Unpacking Prof Roux’s Book - The Politico-Legal Dynamics of Judicial Review: a Comparative Analysis

On 21 February 2019, the SARChI in Multilevel Government, Law and Policy invite Prof Thenius Roux to discuss his recently published book, The Politico-Legal Dynamics of Judicial Review: a Comparative Analysis.

The book is a contribution to the comparative study of constitutionalism and judicial review. Its main purpose is to direct scholarly attention away from the empirically measurable, causal impact of politics on constitutional adjudication to the slower-moving process of ideational change that the adoption of a system of judicial review sets in motion.

Every country that adopts such a system, Roux argues, necessarily draws on an existing tradition of thinking about law’s appropriate relationship to politics. As a conceptual matter, there are four main ways in which law’s legitimate claim to authority may be reconciled with claims to political authority: democratic and authoritarian legalism, and democratic and authoritarian instrumentalism.

A system of judicial review may either be adopted to instantiate an existing legitimating ideology of this sort or deliberately to transform it. Either way, there is no necessary correlation between the conception of law's appropriate relationship to politics that the formal Constitution embodies and actually existing conceptions in the society concerned, which may in any case be contested. Under certain conditions, however, a hegemonic legitimating ideology of law's appropriate relationship to politics may emerge in the form of a determinate 'judicial review regime'. Once consolidated in this way, judicial review regimes tend to be reasonably sticky.

Transformation of a judicial review regime, the twentieth-century American experience and other examples suggest, requires two things: a major exogenous shock and a group of legal-cultural actors willing and able to exploit the shock to drive the transformation forward. Having refined its understanding of the relevant social process in this way, Roux’s book turns to testing its typological theory of judicial-review-regime change in a ten-country comparison.

Roux concludes that the slower-moving ideational process his book describes is distinct from both formal constitutional change and everyday constitutional politics. While this insight says nothing on its own about the moral justifiability of judicial review, it shows why political theorists such as Jeremy Waldron are wrong to think that this question can be treated as a purely normative one. On a more practical level, the book’s findings also have distinct implications for constitutional design, judicial decision-making and social movement activism.

Theunis Roux is a Professor of Law at the University of New South Wales in Sydney. He was the founding director of the South African Institute for Advanced Constitutional, Public, Human Rights and International Law (now a Centre of the University of Johannesburg) and is a former Secretary-General of the International Association of Constitutional Law. His earlier monograph with Cambridge University Press, The Politics of Principle: The First South African Constitutional Court, 1995-2005, was published in 2013.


- _BRIEF_: Lines containing the word "span" are the ones to copy from the records below.

- _EXERCISE INPUTS_:
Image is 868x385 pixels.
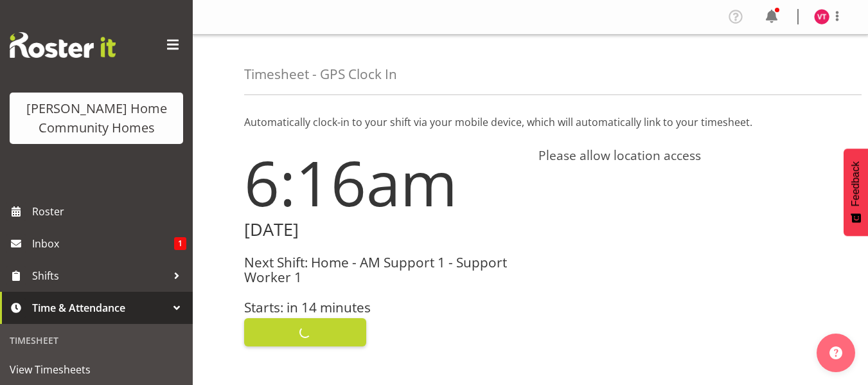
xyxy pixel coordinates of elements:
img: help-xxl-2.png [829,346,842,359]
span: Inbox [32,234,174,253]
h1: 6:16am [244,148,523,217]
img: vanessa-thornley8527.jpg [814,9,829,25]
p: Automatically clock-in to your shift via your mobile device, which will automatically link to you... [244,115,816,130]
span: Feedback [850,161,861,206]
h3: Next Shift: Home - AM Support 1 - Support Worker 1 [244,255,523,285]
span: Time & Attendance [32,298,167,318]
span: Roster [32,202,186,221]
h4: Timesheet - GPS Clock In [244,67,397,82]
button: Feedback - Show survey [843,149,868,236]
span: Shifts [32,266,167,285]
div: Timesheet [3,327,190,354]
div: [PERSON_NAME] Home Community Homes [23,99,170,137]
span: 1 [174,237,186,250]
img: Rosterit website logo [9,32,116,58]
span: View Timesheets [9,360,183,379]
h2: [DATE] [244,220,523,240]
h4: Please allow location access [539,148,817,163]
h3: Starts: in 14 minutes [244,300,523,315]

- _TASK RESPONSE_:
span: Inbox [32,234,174,253]
span: Feedback [850,161,861,206]
span: Time & Attendance [32,298,167,318]
span: Roster [32,202,186,221]
span: Shifts [32,266,167,285]
span: 1 [174,237,186,250]
span: View Timesheets [9,360,183,379]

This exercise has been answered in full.